The newspaper was just full of good stuff today. My wife pointed out this column, which is just one more piece of the puzzle when it comes to reaching this generation of youth.
By BETSY HART
Scripps Howard News Service
2007-05-03 00:00:00
Now that it's getting warm, look for church attendance to drop even more.
That's the implication of an article in the current issue of the Baptist Press. Why? Because as Erin Roach reports, sports and other activities for families often trump church time for families, even for those who "regularly" attend church. The trend is most pronounced when it comes to church activities during the week. But as anyone who has driven past a busy soccer field on a Sunday morning knows, the trend affects the fullness of the pews on that day, too.
The Baptist Press looked at a survey of almost 500 pastors done for Leadership Magazine, a publication of Christianity Today. It found that family commitments and kids' activities are definitely bringing down church attendance. It seems that families are looking for more time together. But, ironically, on the menu of things to choose from, church is becoming one more option, even for Christian families. It's an "option" they often find is just not as relevant to them as sports or other events.
Pastors and other church leaders rightly bemoan the trend. I feel their pain, especially when I have to tell my kids they can't go to a Sunday-morning birthday party or Saturday-night sleepover, for instance.
But having watched this trend for some time, I also think the church too often enables parents. As at least one church leader and many parents noted in the Baptist Press piece, too often churches themselves split families up when they come in the door: kids here, adults there, teens in that program around the corner.
Youth programs are great, but historically families worshipped together on Sunday mornings. The age-divided worship programs (versus Sunday school after a church service, for instance) are new to the last half century. Interestingly, in his book "Intergenerational Religious Education," James White reports on studies showing that children who attend worship with their parents are more likely to regularly worship as adults than children who exclusively attend "children's church."
If families want together time, and they don't get it at church, that's one less reason to go. There's evidence, though, that the pendulum on segregating families may be swinging back again, as more and more churches seem to be realizing that as wonderful as their kids programs are, they've got to find ways to build on that and get families worshipping together, so that church becomes a family activity.
But I don't think even that vision will help reverse the trend toward lower church attendance by families if another trend not mentioned in the Baptist Press isn't addressed: Too often today, when it comes to the religious education of their kids, parents seem to think it's up to the "church experts" to handle it, and the church too often enables parents in their thinking.

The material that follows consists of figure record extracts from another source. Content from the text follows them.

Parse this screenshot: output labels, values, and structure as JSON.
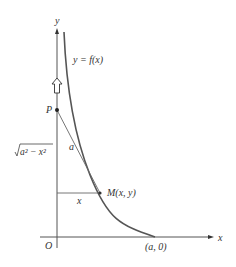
{
  "figure": {
    "axes": {
      "x_label": "x",
      "y_label": "y",
      "origin_label": "O"
    },
    "curve": {
      "label": "y = f(x)",
      "endpoint_label": "(a, 0)"
    },
    "points": {
      "P": "P",
      "M": "M(x, y)"
    },
    "segments": {
      "tangent_length": "a",
      "horizontal_length": "x",
      "vertical_length_radicand": "a² − x²"
    },
    "colors": {
      "ink": "#333333",
      "curve": "#555555",
      "background": "#ffffff"
    }
  }
}
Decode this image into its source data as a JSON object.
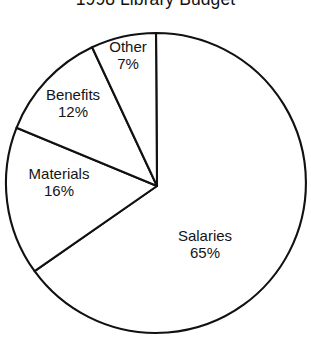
{
  "chart_data": {
    "type": "pie",
    "title": "1998 Library Budget",
    "subtitle": "",
    "xlabel": "",
    "ylabel": "",
    "grid": false,
    "legend": "none",
    "labels_inside_slices": true,
    "total_pct": 100,
    "units": "percent",
    "categories": [
      "Salaries",
      "Materials",
      "Benefits",
      "Other"
    ],
    "values": [
      65,
      16,
      12,
      7
    ],
    "slices": [
      {
        "name": "Salaries",
        "label": "Salaries",
        "value": 65,
        "pct_text": "65%",
        "fill": "#ffffff",
        "stroke": "#111111",
        "start_deg": 0,
        "end_deg": 234
      },
      {
        "name": "Materials",
        "label": "Materials",
        "value": 16,
        "pct_text": "16%",
        "fill": "#ffffff",
        "stroke": "#111111",
        "start_deg": 234,
        "end_deg": 291.6
      },
      {
        "name": "Benefits",
        "label": "Benefits",
        "value": 12,
        "pct_text": "12%",
        "fill": "#ffffff",
        "stroke": "#111111",
        "start_deg": 291.6,
        "end_deg": 334.8
      },
      {
        "name": "Other",
        "label": "Other",
        "value": 7,
        "pct_text": "7%",
        "fill": "#ffffff",
        "stroke": "#111111",
        "start_deg": 334.8,
        "end_deg": 360
      }
    ],
    "geometry": {
      "center_x": 156,
      "center_y": 183,
      "radius": 150,
      "vertex_x": 157,
      "vertex_y": 186
    }
  }
}
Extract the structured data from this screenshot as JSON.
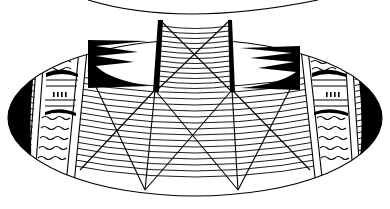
{
  "figure": {
    "style": "black ink on white",
    "colors": {
      "ink": "#000000",
      "background": "#ffffff"
    },
    "elements": {
      "neck": "hatched neck band with large X",
      "body": "elliptical body with curved horizontal hatching and crossing diagonal lines",
      "left_panel": "vertical panel with wavy stripes and dashes",
      "right_panel": "vertical panel with wavy stripes and dashes",
      "flame_motifs": "black comb/flame motifs flanking the neck",
      "end_caps": "solid black crescent ends"
    }
  }
}
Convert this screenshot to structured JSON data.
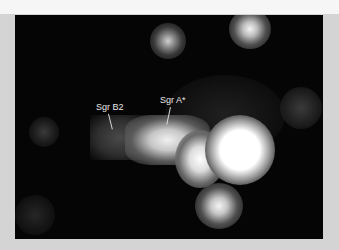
{
  "figure": {
    "type": "sky-map",
    "labels": [
      {
        "id": "sgr-b2",
        "text": "Sgr B2"
      },
      {
        "id": "sgr-a-star",
        "text": "Sgr A*"
      }
    ]
  },
  "colors": {
    "background": "#050505",
    "frame": "#d4d4d4",
    "top_strip": "#f6f6f6",
    "label": "#e8e8e8"
  }
}
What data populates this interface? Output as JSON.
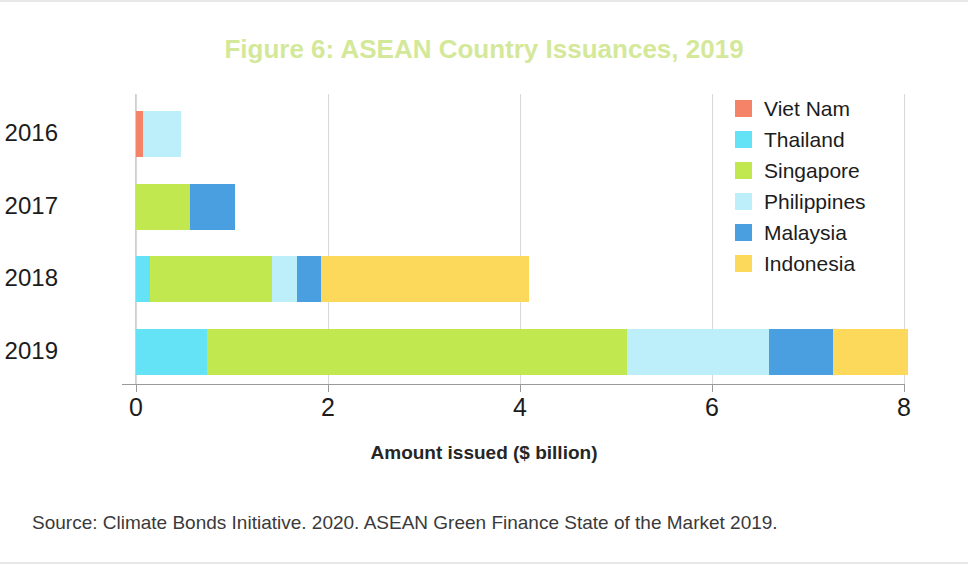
{
  "figure": {
    "title": "Figure 6: ASEAN Country Issuances, 2019",
    "title_color": "#d4e89a",
    "source": "Source: Climate Bonds Initiative. 2020. ASEAN Green Finance State of the Market 2019."
  },
  "chart_data": {
    "type": "bar",
    "orientation": "horizontal",
    "stacked": true,
    "title": "Figure 6: ASEAN Country Issuances, 2019",
    "xlabel": "Amount issued ($ billion)",
    "ylabel": "",
    "xlim": [
      0,
      8
    ],
    "xticks": [
      0,
      2,
      4,
      6,
      8
    ],
    "xtick_labels": [
      "0",
      "2",
      "4",
      "6",
      "8"
    ],
    "grid": "vertical",
    "legend_position": "right",
    "categories": [
      "2016",
      "2017",
      "2018",
      "2019"
    ],
    "series": [
      {
        "name": "Viet Nam",
        "color": "#f58368",
        "values": [
          0.07,
          0.0,
          0.0,
          0.0
        ]
      },
      {
        "name": "Thailand",
        "color": "#63e3f5",
        "values": [
          0.0,
          0.0,
          0.15,
          0.74
        ]
      },
      {
        "name": "Singapore",
        "color": "#c1e84f",
        "values": [
          0.0,
          0.56,
          1.27,
          4.37
        ]
      },
      {
        "name": "Philippines",
        "color": "#bdeffb",
        "values": [
          0.4,
          0.0,
          0.26,
          1.48
        ]
      },
      {
        "name": "Malaysia",
        "color": "#4a9fe0",
        "values": [
          0.0,
          0.47,
          0.25,
          0.67
        ]
      },
      {
        "name": "Indonesia",
        "color": "#fcd95b",
        "values": [
          0.0,
          0.0,
          2.16,
          0.78
        ]
      }
    ],
    "totals": [
      0.47,
      1.03,
      4.09,
      8.04
    ],
    "stack_order": [
      "Viet Nam",
      "Thailand",
      "Singapore",
      "Philippines",
      "Malaysia",
      "Indonesia"
    ]
  },
  "legend": {
    "items": [
      {
        "label": "Viet Nam",
        "color": "#f58368"
      },
      {
        "label": "Thailand",
        "color": "#63e3f5"
      },
      {
        "label": "Singapore",
        "color": "#c1e84f"
      },
      {
        "label": "Philippines",
        "color": "#bdeffb"
      },
      {
        "label": "Malaysia",
        "color": "#4a9fe0"
      },
      {
        "label": "Indonesia",
        "color": "#fcd95b"
      }
    ]
  }
}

When it comes to our kids, we are an expert-obsessed culture. We'll hire or find or read or rely on experts for almost every aspect of our kids' lives. Parents may too often think, "I'll let the church handle my child's religious life and give them what they need in that one hour a week."
But parents, by design, are the ones who have the time and intimacy with a child, over time, which is most likely to impact them with religious values. One hour a week, no matter how devoted the teachers. can do little if the parents aren't leading the way. Few people know this better than children's-ministry workers, who typically report that one of their biggest frustrations is that parents aren't more involved in the child's religious upbringing.
If churches communicated to moms and dads (the biblical pattern) that parents are the ones primarily responsible for their child's religious education and growth, might that refill those pews on Sunday mornings? I'm not sure. But I do know that if the church doesn't communicate that message, the church has little chance of winning families to worship before today's generation of youngsters are taking their own kids to soccer practice on Sunday morning.
(Betsy Hart hosts the "It Takes a Parent" radio show on WYLL-AM 1160 in Chicago. She can be reached at www.BetsyHart.net.)